Bean UtilsUser Guide

Bean Utils is a support library that aids Fantom-Factory Ltd in the development of other libraries, frameworks and applications. Though you are welcome to use it, you may find features are missing and the documentation incomplete.

Overview

Bean Utils is a collection of utilities and software patterns for overcoming common issues associated with data objects.

Features include:

  • Bean Builder

    Static methods for creating Fantom objects. Don't make() your beans, build() them instead!

  • Bean Equality

    Generate equals(), hash() and toStr() methods from fields.

  • Bean Properties

    Get and set object properties and call methods via property expressions.

  • Type Coercer

    Convert objects, lists and maps from one type to another using Fantom's standard toXXX() and fromXXX() methods.

  • More!

    Utility methods to find matching ctors and methods.

Bean Utils is loosely named after JavaBeans,

Bean Equality

Nobody likes writing hash() and equals() methods, so let afBeanUtils::BeanEquality take the pain away! Simply annotate important identity fields with @BeanId and override the Obj methods.

Sample usage:

class User {
    Int? id
    Str? name
    Str? wotever

    override Int hash() {
      BeanEquality.beanHash(this, [#id, #name])
    }

    override Bool equals(Obj? obj) {
      BeanEquality.beanEquals(this, obj, [#id, #name])
    }

    override Str toStr() {
      BeanEquality.beanToStr(this, [#id, #name])
    }
}

Bean Properties

afBeanUtils::BeanProperties is a nifty way to get and set properties, and call methods, on nested objects.

Properties are accessed via a property expression. Property expressions look like Fantom code and may traverse many objects. Their main purpose is to get and set properties, but may be used to call methods also.

string := "100 101 102"
BeanProperties.call(string, "split[1].get(2).plus(2).toChar") // --> 3

Using BeanProperties and a bit of naming convention care, it now becomes trivial to populate an object with properties submitted from a HTTP form:

formBean := BeanProperties.create(MyFormBean#, httpReq.form)

Features of property expressions include:

Field Access

The simplest use case is getting and setting basic fields. In this example we access the field Buf.capacity:

buf := Buf()
BeanProperties.get(buf, "capacity")     // --> 16
BeanProperties.set(buf, "capacity", 42) // set a new value

When setting fields, the given value is Type Coerced to fit the field type. Consider:

BeanProperties.set(buf, "charset", "UTF-16")  // string "UTF-16" is converted to a Charset object

Method Calls

Property expressions can call methods too. Like Fantom code, if the method does not take any parameters then brackets are optional:

buf := Buf()
BeanProperties.call(buf, "flush")
BeanProperties.call(buf, "flush()")

Method arguments may also form part of the expression, and like property values, are type coerced to their respective types:

BeanProperties.call(buf, "fill(255, 4)")    // --> 0xFFFFFFFF
BeanProperties.call(buf, "getRange(1..2)")  // --> 0xFFFF

Or you may pass arguments in:

BeanProperties.call(buf, "fill", [128, 4])      // --> 0x80808080
BeanProperties.call(buf, "getRange()", [1..2])  // --> 0x8080

Indexed Properties

Lists, Maps and @Operator shortcuts for get and set may all be traversed using square bracket notation:

list := Str?["a", "b", "c"]
BeanProperties.get(list, "[1]") // --> "b"

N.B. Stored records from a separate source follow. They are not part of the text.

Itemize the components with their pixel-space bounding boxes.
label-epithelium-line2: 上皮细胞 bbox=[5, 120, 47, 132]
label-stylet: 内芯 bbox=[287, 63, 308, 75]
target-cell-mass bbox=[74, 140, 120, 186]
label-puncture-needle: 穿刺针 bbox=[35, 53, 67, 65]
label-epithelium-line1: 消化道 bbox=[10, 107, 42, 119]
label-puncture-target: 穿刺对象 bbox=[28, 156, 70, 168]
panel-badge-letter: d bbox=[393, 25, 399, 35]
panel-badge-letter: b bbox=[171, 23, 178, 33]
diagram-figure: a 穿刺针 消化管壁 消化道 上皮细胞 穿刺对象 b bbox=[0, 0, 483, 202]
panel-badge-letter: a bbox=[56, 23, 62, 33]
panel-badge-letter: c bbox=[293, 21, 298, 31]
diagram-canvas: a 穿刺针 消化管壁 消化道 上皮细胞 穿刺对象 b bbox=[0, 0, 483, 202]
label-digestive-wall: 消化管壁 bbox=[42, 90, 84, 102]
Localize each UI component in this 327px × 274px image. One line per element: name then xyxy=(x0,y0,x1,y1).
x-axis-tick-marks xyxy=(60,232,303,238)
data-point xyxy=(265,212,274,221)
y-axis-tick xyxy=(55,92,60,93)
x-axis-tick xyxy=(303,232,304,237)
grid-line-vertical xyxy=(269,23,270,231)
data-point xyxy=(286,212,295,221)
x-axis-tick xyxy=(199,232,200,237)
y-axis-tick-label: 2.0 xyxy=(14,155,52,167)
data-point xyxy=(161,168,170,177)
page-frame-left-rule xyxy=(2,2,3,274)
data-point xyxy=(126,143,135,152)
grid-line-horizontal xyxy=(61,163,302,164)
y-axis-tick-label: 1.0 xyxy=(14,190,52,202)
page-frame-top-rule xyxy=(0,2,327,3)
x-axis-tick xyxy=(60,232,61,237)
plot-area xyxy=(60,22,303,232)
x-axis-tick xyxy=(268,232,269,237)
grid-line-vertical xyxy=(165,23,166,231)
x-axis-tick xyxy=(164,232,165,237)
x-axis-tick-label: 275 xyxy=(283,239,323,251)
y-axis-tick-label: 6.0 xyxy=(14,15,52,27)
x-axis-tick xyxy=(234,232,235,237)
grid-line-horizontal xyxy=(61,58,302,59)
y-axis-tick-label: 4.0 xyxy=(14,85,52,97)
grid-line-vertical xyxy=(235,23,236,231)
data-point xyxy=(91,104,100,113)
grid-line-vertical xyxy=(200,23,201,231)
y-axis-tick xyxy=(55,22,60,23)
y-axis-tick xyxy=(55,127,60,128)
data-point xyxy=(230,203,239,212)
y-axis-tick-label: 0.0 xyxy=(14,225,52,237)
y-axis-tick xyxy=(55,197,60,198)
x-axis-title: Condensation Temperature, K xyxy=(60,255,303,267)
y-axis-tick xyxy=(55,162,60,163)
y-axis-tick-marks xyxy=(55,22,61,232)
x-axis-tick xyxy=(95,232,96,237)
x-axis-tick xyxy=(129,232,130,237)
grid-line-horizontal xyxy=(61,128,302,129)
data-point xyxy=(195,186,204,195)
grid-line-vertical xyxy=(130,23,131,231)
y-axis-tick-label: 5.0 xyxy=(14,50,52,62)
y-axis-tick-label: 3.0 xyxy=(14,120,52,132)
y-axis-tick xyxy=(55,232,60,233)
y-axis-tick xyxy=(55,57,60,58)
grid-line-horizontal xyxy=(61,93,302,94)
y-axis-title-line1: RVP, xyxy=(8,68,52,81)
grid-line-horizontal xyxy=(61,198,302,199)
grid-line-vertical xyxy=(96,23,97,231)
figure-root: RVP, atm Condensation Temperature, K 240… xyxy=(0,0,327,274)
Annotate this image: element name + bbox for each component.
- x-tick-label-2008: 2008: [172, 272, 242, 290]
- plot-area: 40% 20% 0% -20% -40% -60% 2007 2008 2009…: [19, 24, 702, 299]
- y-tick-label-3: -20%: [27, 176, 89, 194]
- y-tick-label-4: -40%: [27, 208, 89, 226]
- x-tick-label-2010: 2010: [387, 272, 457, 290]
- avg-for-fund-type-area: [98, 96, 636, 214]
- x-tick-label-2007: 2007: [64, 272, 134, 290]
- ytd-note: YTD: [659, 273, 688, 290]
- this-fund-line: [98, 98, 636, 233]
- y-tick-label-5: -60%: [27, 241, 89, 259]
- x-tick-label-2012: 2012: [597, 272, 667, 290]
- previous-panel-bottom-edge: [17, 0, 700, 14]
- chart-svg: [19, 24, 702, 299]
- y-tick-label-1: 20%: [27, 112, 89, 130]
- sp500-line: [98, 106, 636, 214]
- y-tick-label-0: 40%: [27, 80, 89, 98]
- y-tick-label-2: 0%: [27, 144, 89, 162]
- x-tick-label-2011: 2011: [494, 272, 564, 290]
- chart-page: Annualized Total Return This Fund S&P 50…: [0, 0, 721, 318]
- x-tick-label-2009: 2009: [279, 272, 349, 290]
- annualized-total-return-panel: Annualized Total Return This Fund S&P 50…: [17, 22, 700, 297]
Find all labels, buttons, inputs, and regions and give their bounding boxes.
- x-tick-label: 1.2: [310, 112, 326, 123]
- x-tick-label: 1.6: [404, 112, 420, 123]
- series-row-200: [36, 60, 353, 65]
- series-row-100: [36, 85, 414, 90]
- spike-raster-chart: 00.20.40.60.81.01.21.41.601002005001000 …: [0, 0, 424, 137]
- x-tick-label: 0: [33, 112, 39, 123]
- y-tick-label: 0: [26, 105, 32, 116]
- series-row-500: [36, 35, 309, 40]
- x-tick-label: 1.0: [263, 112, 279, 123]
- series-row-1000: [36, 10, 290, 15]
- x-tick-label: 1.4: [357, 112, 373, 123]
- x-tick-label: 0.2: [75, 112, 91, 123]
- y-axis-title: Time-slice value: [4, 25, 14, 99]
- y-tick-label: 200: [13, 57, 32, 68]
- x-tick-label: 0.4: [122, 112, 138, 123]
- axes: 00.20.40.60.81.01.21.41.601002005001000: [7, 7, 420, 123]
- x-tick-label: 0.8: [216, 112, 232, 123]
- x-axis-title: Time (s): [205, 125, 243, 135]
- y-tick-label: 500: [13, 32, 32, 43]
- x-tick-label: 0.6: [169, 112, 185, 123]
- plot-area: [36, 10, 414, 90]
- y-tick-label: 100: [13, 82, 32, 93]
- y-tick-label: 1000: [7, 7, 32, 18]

All keys and values are Type Coerced to the correct type.

Lists

When setting List items special attention is given make sure they don't throw IndexErrs. Should the list size be smaller than the given index, the list is automatically grown to accommodate:

list := Str?[,]
BeanProperties.set(list, "[1]", "b")
list.size                            // --> 2
list[0]                              // --> null
list[1]                              // --> "b"

If the list items are not nullable, then new objects are created:

list := Str[,]
BeanProperties.set(list, "[1]", "b")
list.size                            // --> 2
list[0]                              // --> ""
list[1]                              // --> "b"

Chaining

Property expressions become very powerful when chained:

obj.method(arg, arg).map[key].list[idx][operator].field

Object Creation

When traversing a property expression, the last thing you want is a NullErr half way through. With that in mind, should a property expression encounter null part way through, a new object is created and set.

Now you can happily chain your expressions with confidence!

Advanced

If you need more control over when and how intermediate objects are created, then use BeanPropertyFactory to manually parse property expressions and create your own BeanProperty instances.